BMC Software: Building Remedy

Remedy is easily the best-traveled asset management product in the land. After going it alone, Remedy Corp. was bought in 2001 by Peregrine Systems. Accounting problems pushed Peregrine toward bankruptcy, and it sold Remedy to BMC Software in 2002.

Still, with all the twists and turns, customers applaud the Remedy suite, which includes asset, help-desk and change management capabilities.

For BMC, asset management is just a piece of the technology management puzzle. The Houston software maker prefers the term “business service management,” pumping up their offerings as not just inventory, tracking and contract monitoring, but tools that line up assets with business objectives.

Martin Crothall knows that well. The senior information-technology software engineer with Met Office, the United Kingdom’s weather forecasting agency, is currently upgrading to Remedy 7.0. That, he says, will give the agency a configuration management database, or a unified warehouse for all its assets, integrated with his asset management tool.

Crothall and his team started using Remedy’s change management and help-desk tools in 2001. Two years later, he installed the asset management module.

Before Remedy, Met tracked software and hardware assets in five different databases, and its help desk didn’t have access to any of them.

Primarily because Met was already using the Remedy help-desk program, Crothall opted for the asset management tool. Now, instead of five databases for tracking hardware and software, the agency has one, and it’s integrated with the help desk. “It’s given us a central point,” he says.

Mindi Crozier, information-technology operations service manager with Cox Communications, the Atlanta telecommunications firm, uses a version of Remedy geared toward service providers. BMC acquired that tool from Viadyne, an asset management vendor it acquired in 2004, and integrated it into Remedy.

What makes Remedy unique, Crozier says, is that it manages assets according to business service. For example, she can segment and track a cluster of database servers from payroll services and what’s on them. Crozier says that distinction helps her align assets with business services.

That’s how asset management software can be more than just a tracking tool, says Jim Grant, general manager of BMC’s service management unit. He talks about the technology in terms of configuration management, combining hardware, software and change management under one roof.

Still, Lori Sorenson, who led the creation of the Illinois Century Network, the state’s public telecommunications backbone, says Remedy technicians are hard to find. “Remedy developers are at a premium,” says Sorenson, a chief operating officer with the Illinois Department of Central Management Services. “Now, we have to develop them in-house.”

BMC’s Grant says Remedy experts are in demand, as the product’s installed base currently tops 8,000. Instead of trying to personalize every bit of Remedy, Grant urges customers to “customize only those things that are completely unique to you, and add value where we can’t.” By doing so, he says companies can accomplish more with less need for bringing in experienced Remedy technicians.

(Full disclosure: Ziff Davis Media uses Remedy’s help-desk module.)

At A Glance

BMC
2101 Citywest Blvd.
Houston, TX 77042
(713) 918-8800
www.bmc.com

TICKER: BMC (NYSE)
EMPLOYEES: 6,200

Robert E. Beauchamp
President & CEO

Jim Grant
GM, Enterprise Service Management

PRODUCTS
Remedy manages assets, change management and service levels, along with help-desk capabilities. The suite also features a single configuration management database.

Reference Checks

CAPITAL DISTRICT PHYSICIAN’S HEALTH PLAN
Matthew Sikora
Release Mgr.
[email protected]

CENTRAL MANAGEMENT SERVICES/ILLINOIS CENTURY NETWORK
Lori Sorenson
Chief Operating Officer, Bureau of Communications and Computer Services
[email protected]

COX COMMUNICATIONS
Mindi Crozier
I.T. Operations Service Mgr.
[email protected]

MET OFFICE
Martin Crothall
Sr. I.T. Software Engineer
[email protected]

NORTHEASTERN UNIVERSITY
Kimberly Santana
Client Systems Analyst
[email protected]

FINANCIALS

2006FYTD*2005FY2004FY
Revenue$748.10M$1.50B$1.46B
Net income$89.20M$102.00M$75.30M
R&D spending$93.60M$212.60M$215.10M

* For first six months, ended Sept. 30, 2006. Fiscal year ends March 31.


→ TASK DETAILS
When you find the word "screenshot" in a line of the entries, please copy the whole line.

+++ DATA

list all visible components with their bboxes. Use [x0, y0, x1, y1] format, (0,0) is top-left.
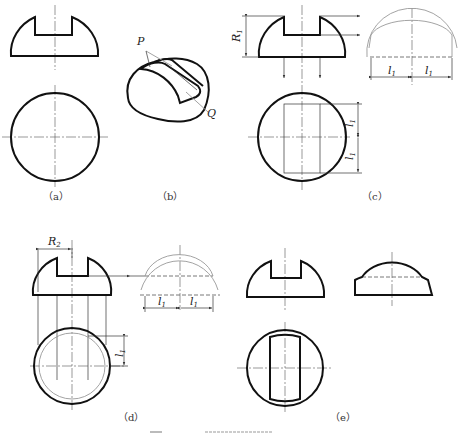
- top-view: [2, 85, 108, 187]
- dim-R1: R1: [230, 29, 244, 43]
- front-view: [11, 5, 98, 70]
- caption-c: （c）: [362, 191, 388, 202]
- engineering-drawing: （a） P Q （b） R1: [0, 0, 458, 435]
- front-view: [247, 248, 324, 310]
- side-view: [355, 252, 432, 306]
- caption-b: （b）: [157, 191, 183, 202]
- dim-l1: l1: [343, 119, 357, 127]
- panel-a: （a）: [2, 5, 108, 202]
- side-view: l1 l1: [140, 245, 220, 312]
- dim-l1: l1: [158, 295, 166, 309]
- top-view: l1: [30, 328, 128, 404]
- label-P: P: [136, 35, 145, 48]
- top-view: [237, 322, 333, 412]
- panel-c: R1 l1 l1 l1 l1 （c）: [230, 5, 457, 202]
- dim-l1: l1: [425, 64, 433, 78]
- caption-a: （a）: [43, 191, 69, 202]
- dim-l1: l1: [113, 349, 127, 357]
- isometric-view: [127, 51, 208, 122]
- panel-d: R2 l1 l1 l1 （d）: [30, 235, 220, 423]
- dim-R2: R2: [47, 235, 61, 249]
- label-Q: Q: [207, 107, 216, 120]
- panel-b: P Q （b）: [127, 35, 216, 202]
- dim-l1: l1: [343, 152, 357, 160]
- caption-e: （e）: [330, 412, 356, 423]
- front-view: [242, 5, 360, 190]
- dim-l1: l1: [190, 295, 198, 309]
- top-view: l1 l1: [248, 93, 362, 181]
- dim-l1: l1: [388, 64, 396, 78]
- panel-e: （e）: [237, 248, 432, 423]
- caption-d: （d）: [118, 412, 144, 423]
- front-view: [33, 240, 145, 410]
- side-view: l1 l1: [367, 8, 457, 85]
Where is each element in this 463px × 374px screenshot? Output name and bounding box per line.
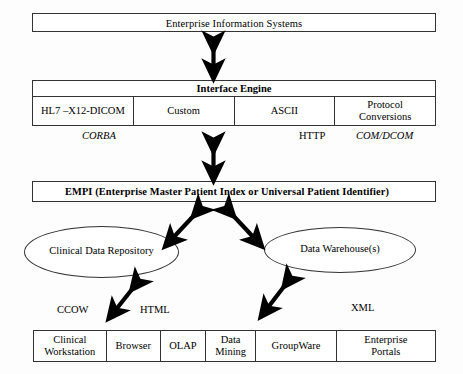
application-cell-clinical-workstation: Clinical Workstation — [34, 331, 107, 362]
interface-engine-title-row: Interface Engine — [33, 81, 436, 97]
clinical-workstation-line2: Workstation — [44, 346, 95, 357]
clinical-data-repository-ellipse: Clinical Data Repository — [24, 226, 179, 278]
applications-table: Clinical Workstation Browser OLAP Data M… — [33, 330, 436, 362]
empi-label: EMPI (Enterprise Master Patient Index or… — [33, 187, 435, 197]
interface-engine-title: Interface Engine — [33, 81, 436, 97]
protocol-conversions-line2: Conversions — [359, 111, 412, 122]
enterprise-portals-line1: Enterprise — [364, 334, 407, 345]
data-warehouse-ellipse: Data Warehouse(s) — [264, 227, 416, 273]
application-cell-olap: OLAP — [160, 331, 205, 362]
arrow-data-warehouse-to-applications — [266, 280, 289, 310]
clinical-data-repository-label: Clinical Data Repository — [49, 246, 153, 257]
interface-engine-cell-hl7: HL7 –X12-DICOM — [33, 97, 134, 126]
arrow-empi-to-data-warehouse — [228, 210, 256, 240]
data-mining-line2: Mining — [215, 346, 246, 357]
applications-row: Clinical Workstation Browser OLAP Data M… — [34, 331, 436, 362]
protocol-label-html: HTML — [140, 305, 170, 316]
diagram-canvas: Enterprise Information Systems Interface… — [0, 0, 463, 374]
application-cell-enterprise-portals: Enterprise Portals — [336, 331, 435, 362]
enterprise-portals-line2: Portals — [371, 346, 400, 357]
empi-box: EMPI (Enterprise Master Patient Index or… — [32, 181, 436, 202]
protocol-label-xml: XML — [351, 303, 374, 314]
protocol-label-corba: CORBA — [82, 131, 116, 142]
protocol-label-com-dcom: COM/DCOM — [356, 131, 413, 142]
interface-engine-table: Interface Engine HL7 –X12-DICOM Custom A… — [32, 80, 436, 126]
application-cell-groupware: GroupWare — [256, 331, 337, 362]
application-cell-data-mining: Data Mining — [206, 331, 256, 362]
interface-engine-cell-custom: Custom — [133, 97, 234, 126]
data-mining-line1: Data — [221, 334, 241, 345]
arrow-empi-to-clinical-data-repository — [171, 210, 199, 240]
interface-engine-cell-protocol-conversions: Protocol Conversions — [335, 97, 436, 126]
enterprise-information-systems-label: Enterprise Information Systems — [33, 19, 435, 30]
application-cell-browser: Browser — [106, 331, 160, 362]
protocol-label-http: HTTP — [299, 131, 325, 142]
protocol-label-ccow: CCOW — [57, 305, 89, 316]
data-warehouse-label: Data Warehouse(s) — [300, 244, 380, 255]
arrow-clinical-data-repository-to-applications — [114, 283, 137, 312]
clinical-workstation-line1: Clinical — [53, 334, 86, 345]
interface-engine-cell-ascii: ASCII — [234, 97, 335, 126]
enterprise-information-systems-box: Enterprise Information Systems — [32, 13, 436, 32]
protocol-conversions-line1: Protocol — [367, 99, 403, 110]
interface-engine-cells-row: HL7 –X12-DICOM Custom ASCII Protocol Con… — [33, 97, 436, 126]
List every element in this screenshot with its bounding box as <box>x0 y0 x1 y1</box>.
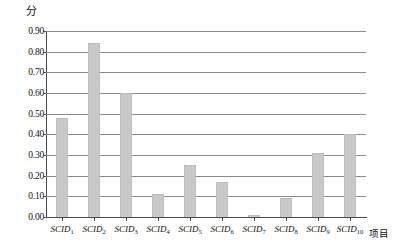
y-axis-tick-label: 0.40 <box>28 129 44 139</box>
bar <box>312 153 324 217</box>
bar-series <box>46 31 366 217</box>
x-axis-tick-mark <box>158 218 159 221</box>
bar <box>344 134 356 217</box>
bar <box>280 198 292 217</box>
bar-chart: 分 项目 0.000.100.200.300.400.500.600.700.8… <box>0 0 401 249</box>
x-axis-tick-mark <box>94 218 95 221</box>
x-axis-tick-mark <box>318 218 319 221</box>
plot-area <box>46 31 366 217</box>
bar <box>248 215 260 217</box>
bar <box>56 118 68 217</box>
x-axis-tick-mark <box>254 218 255 221</box>
x-axis-tick-label: SCID10 <box>337 224 364 235</box>
y-axis-tick-label: 0.50 <box>28 109 44 119</box>
x-axis-tick-label: SCID2 <box>82 224 105 235</box>
x-axis-tick-label: SCID7 <box>242 224 265 235</box>
x-axis-tick-mark <box>126 218 127 221</box>
y-axis-title: 分 <box>26 6 37 18</box>
y-axis-tick-label: 0.60 <box>28 88 44 98</box>
bar <box>120 93 132 217</box>
y-axis-tick-label: 0.20 <box>28 171 44 181</box>
x-axis-tick-mark <box>222 218 223 221</box>
x-axis-title: 项目 <box>369 228 389 239</box>
bar <box>88 43 100 217</box>
x-axis-tick-label: SCID3 <box>114 224 137 235</box>
x-axis-tick-mark <box>190 218 191 221</box>
bar <box>216 182 228 217</box>
x-axis-tick-label: SCID4 <box>146 224 169 235</box>
y-axis-tick-label: 0.00 <box>28 212 44 222</box>
bar <box>152 194 164 217</box>
x-axis-tick-label: SCID1 <box>50 224 73 235</box>
x-axis-tick-label: SCID5 <box>178 224 201 235</box>
y-axis-tick-label: 0.90 <box>28 26 44 36</box>
y-axis-tick-label: 0.80 <box>28 47 44 57</box>
y-axis-tick-label: 0.70 <box>28 67 44 77</box>
x-axis-tick-mark <box>350 218 351 221</box>
x-axis-tick-label: SCID9 <box>306 224 329 235</box>
y-axis-tick-label: 0.30 <box>28 150 44 160</box>
bar <box>184 165 196 217</box>
x-axis-tick-label: SCID6 <box>210 224 233 235</box>
y-axis-tick-mark <box>43 217 46 218</box>
x-axis-tick-label: SCID8 <box>274 224 297 235</box>
x-axis-tick-mark <box>62 218 63 221</box>
x-axis-tick-mark <box>286 218 287 221</box>
y-axis-tick-label: 0.10 <box>28 191 44 201</box>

++++++

→ ANSWER AREA
Where is each element in this 463px × 374px screenshot? Output name and bounding box per line.
List every element in this screenshot with its bounding box as <box>x0 y0 x1 y1</box>.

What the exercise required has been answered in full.